After a few weeks, I started to understand the “reverse culture shock,” a bit more. I found that while people would ask about my trip, their attention was quite limited. If I could limit my tales to headlines like, “The Motorcycle Crash I had in Bali,” or  “Experiencing a Cremation in Varanasi,” people would listen for a story or two. The deeper moments I yearned to share seemed to grasp very little attention. I could talk about travel romances, nights out, or more familiar concepts, but the intricacies of a city I love like Chiang Mai, the feeling I had while listening to the hauntingly beautiful wail of the call to prayer on Lombok in Indonesia; these stories fell on deaf ears. After a headline, conversation would turn to how I financed my trip, then, travel talk would cease. My experiences, my friends, my new way of life, still so potent and empowering, seemed to have no place back in the “real world.” 
  
If you talk to any traveler who has left home for a long period of time, their return will involve setbacks.
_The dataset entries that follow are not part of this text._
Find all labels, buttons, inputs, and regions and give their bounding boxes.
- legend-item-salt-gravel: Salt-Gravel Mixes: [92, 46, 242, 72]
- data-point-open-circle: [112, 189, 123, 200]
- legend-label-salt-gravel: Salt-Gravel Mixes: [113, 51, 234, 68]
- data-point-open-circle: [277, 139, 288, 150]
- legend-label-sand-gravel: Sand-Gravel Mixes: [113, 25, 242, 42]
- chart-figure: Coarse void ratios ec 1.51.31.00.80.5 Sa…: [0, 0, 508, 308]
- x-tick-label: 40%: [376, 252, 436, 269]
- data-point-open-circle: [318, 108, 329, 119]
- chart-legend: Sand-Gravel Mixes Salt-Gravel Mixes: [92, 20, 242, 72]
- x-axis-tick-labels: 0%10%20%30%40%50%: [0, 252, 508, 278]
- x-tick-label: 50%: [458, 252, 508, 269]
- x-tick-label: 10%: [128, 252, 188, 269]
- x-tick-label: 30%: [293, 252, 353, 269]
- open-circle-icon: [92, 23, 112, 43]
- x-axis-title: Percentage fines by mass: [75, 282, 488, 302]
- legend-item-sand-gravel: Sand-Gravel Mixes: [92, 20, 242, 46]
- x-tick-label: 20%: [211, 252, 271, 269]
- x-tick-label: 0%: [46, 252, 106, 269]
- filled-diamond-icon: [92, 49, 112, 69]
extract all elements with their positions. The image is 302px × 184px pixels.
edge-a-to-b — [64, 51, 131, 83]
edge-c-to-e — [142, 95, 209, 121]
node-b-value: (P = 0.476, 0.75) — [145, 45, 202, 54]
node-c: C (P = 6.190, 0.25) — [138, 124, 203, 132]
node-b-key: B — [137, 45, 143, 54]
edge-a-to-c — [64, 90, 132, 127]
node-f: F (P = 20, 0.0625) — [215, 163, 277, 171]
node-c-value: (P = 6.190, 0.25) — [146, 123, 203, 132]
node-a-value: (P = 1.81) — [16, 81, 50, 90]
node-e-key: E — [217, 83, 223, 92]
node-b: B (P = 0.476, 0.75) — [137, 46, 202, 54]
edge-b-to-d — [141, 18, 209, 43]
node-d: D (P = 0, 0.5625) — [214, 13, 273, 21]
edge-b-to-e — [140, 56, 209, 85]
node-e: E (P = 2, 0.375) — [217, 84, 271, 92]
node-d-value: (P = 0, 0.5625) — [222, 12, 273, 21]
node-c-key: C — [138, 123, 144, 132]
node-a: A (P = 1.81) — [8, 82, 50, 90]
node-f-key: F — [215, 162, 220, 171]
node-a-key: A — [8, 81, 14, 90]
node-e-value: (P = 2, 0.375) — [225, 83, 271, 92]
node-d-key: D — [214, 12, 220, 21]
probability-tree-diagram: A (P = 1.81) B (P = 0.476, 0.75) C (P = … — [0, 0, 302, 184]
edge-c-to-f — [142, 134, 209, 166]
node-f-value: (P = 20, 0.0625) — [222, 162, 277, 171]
The truth is, traveling is a way to shift one’s paradigm. With any action there is a reaction, and gaining a new lens comes at a cost. If you allow travel to seep in, the change becomes permanent. It is hard to unsee the things you saw. It is difficult to unlearn lessons, or forget deep-seated feelings you had for places and people. Certain facets of your past will evaporate. Those associated with these facets will also begin to drift away. It’s a hard pill to swallow, but all growth and change comes with collateral damage.

Returning home was difficult, but it taught me two very important lessons. The first: your experiences, regardless of how they are met by others, are relevant. You are not “returning to reality,” because what you have seen is reality. Some people will understand this. Hold them close and allow them to aid you on the long road to understanding. The second: belief is a powerful tool. I left with belief that I would find what I was looking for abroad, even without knowing what I was seeking. While I didn’t expect a trip planned to last only 6-months would evolve into two years, I also didn’t expect to find myself still drawn to being abroad more so than “home.” I believed I would thrive abroad, and it manifested in a way that I never would have believed possible without taking the leap.

With practice, I’ve gained the awareness to permeate between current home and homeland, but my first trip back to Colorado was not so graceful. Sometimes it isn't the moments of ecstasy that teach us valuable lessons. Often, it’s moments where we find ourselves starring up from the bottom, wondering how we ended up here. Though I thought returning home was the end of the journey, I found it was just the beginning. Each trip has its purpose. It may not be what we expect or plan for, but I can say with certainty it is what we need.